The Joy and Light Bus Company, the twenty-second book in the series, strikes a good balance between stories that arise from the nature of the characters and cases that come to the agency, whether in the expected business fashion as with the client inquiring about his father’s testament, or through other (unfortunately less remunerative) channels, like the question of the wealthy family’s exploitation of their workers. Another nice aspect of the book is how McCall Smith shows that the agency has a small measure of fame in Gaborone. Her little white van is sometimes recognized; at other times, she is known to be “that lady with that detective agency.” A reputation can be useful to Mma Ramotswe in her work, but being known can also complicate the anonymity that helps her to discover relevant facts without the subjects of her investigations realizing what she is up to. It’s good to see McCall Smith considering how his characters have effects outside their own circles.

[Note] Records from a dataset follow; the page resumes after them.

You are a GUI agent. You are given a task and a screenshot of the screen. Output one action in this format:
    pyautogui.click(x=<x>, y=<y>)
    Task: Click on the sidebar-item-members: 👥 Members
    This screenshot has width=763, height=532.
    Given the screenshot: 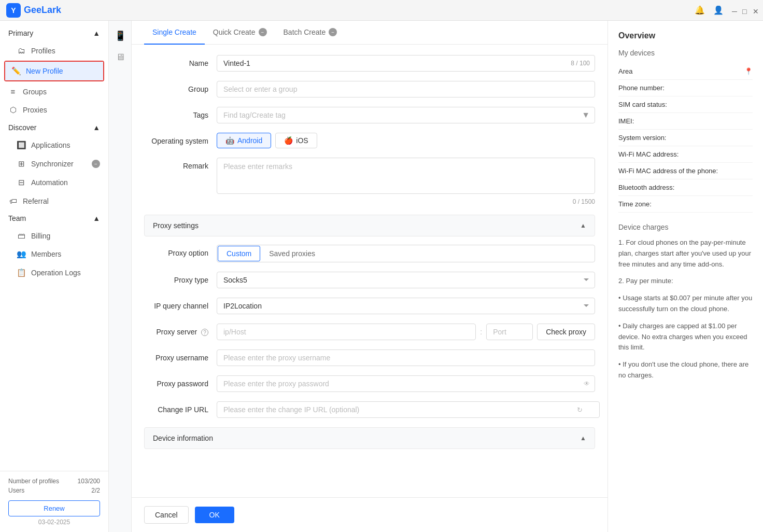 What is the action you would take?
    pyautogui.click(x=54, y=254)
    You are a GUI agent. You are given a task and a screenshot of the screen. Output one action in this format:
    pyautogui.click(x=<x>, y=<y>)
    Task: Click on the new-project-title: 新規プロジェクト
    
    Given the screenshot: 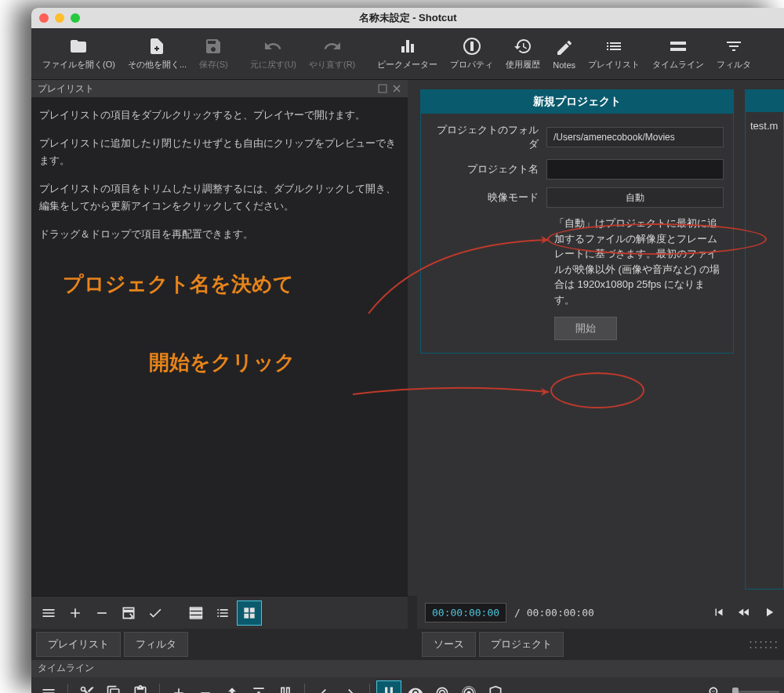 What is the action you would take?
    pyautogui.click(x=577, y=102)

It soon transpires that Mr J.L.B. Matekoni did in fact meet someone while on the course: a successful businessman he had known when they were both schoolboys. Mma Potokwani was right when she said that he had compared his business unfavorably to his old friend’s, and that this had made him sad. What she didn’t expect was that the friend, Mr T.K. Molefi “this holder of an MBA degree, this successful entrepreneur who had even written a forthcoming book” (p. 34), would invite Mr J.L.B. Matekoni to join in on a new business venture: the Joy and Light Bus Company. All it would take is some starting capital, raised by taking out a mortgage on the business including both the garage and the building that houses the detective agency. The bus business is also highly competitive; the planned company will start with just one bus; and it’s not clear from the description whether Mr T.K. Molefi is investing much at all for his part. Mma Ramotswe is appalled, and yet she sees how much the venture means to her husband. Is he just a mechanic with a garage, or is he a businessman?
The rest of the book is about untangling these three threads, with characters who are true to themselves and yet showing new facets, even after more than twenty books. I was tickled to think of the initials of Joy and Light Bus, in relation to their potential investor. The book is also about acceptance, at least for Mma Ramotswe: acceptance that persuading her husband not to make a mistake might be worse for him than the mistake itself, acceptance that she might be wrong about the bus company, acceptance that her client might not be the honorable actor in a case, that her friend might have had her judgment clouded by wealthy donors. It all comes right in the end, because with a title like Joy and Light, how could it be otherwise?